The starting point for this work was a report on a new milestone in the development of artificial intelligence: In 2019, researchers succeeded for the first time in developing an AI that won a poker game against five real professional players. All in all, this requires special skills that catapult artificial intelligence to the next level of evolution.

Is an AI the better human in the end?

Dancer: Dominic Feistmantl

Premiere: Façade projection in Buenos Aires / Argentina on December 17 2022

Homunculus

2022, video with sound, animation, 6:34 min

Humans have always dreamed of creating artificial life. The homunculus – the “little man” – originating in the late Middle Ages, symbolizes this desire and, at the same time, the ambivalence of technological progress, which rarely ended well in literature and myth. For a long time, creativity, morality, and the understanding of contexts were considered exclusively human abilities, based on the unique complexity of the brain.
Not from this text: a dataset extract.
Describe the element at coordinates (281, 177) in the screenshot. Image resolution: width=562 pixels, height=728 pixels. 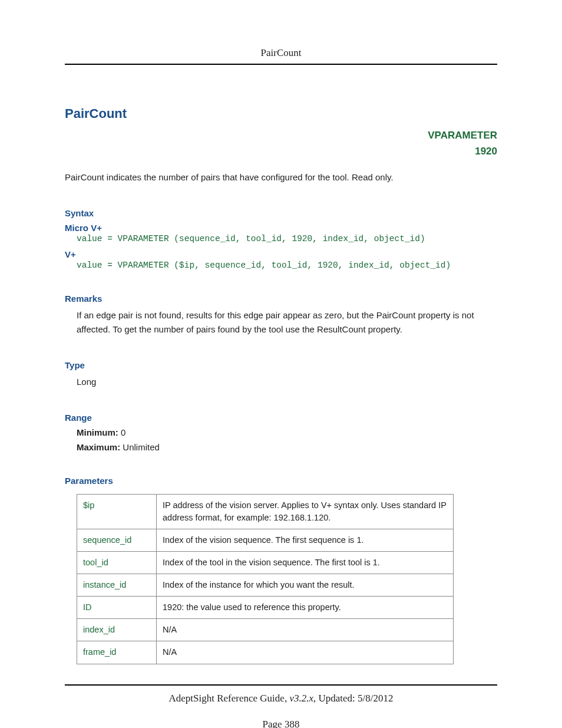
I see `description-text: PairCount indicates the number of pairs …` at that location.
With the latest developments in artificial intelligence, especially in deep learning, this self-image is beginning to falter. Since 2020, deceptively real AI-generated portraits have shown how machines can independently create human faces—faces of people who never existed. Today, the modern homunculus is no longer created in the laboratory, but in code: a product of data, algorithms, and neural networks that fascinates, unsettles, and raises the question of what the next step in this artificial creation will be.

“Homunculus” is a study of human facial expressions based on AI-generated portraits from 2022. At that time, the technology was still in its infancy. The work combines artistic exploration and technological observation, while also serving as an early testimony to the era of AI image generators.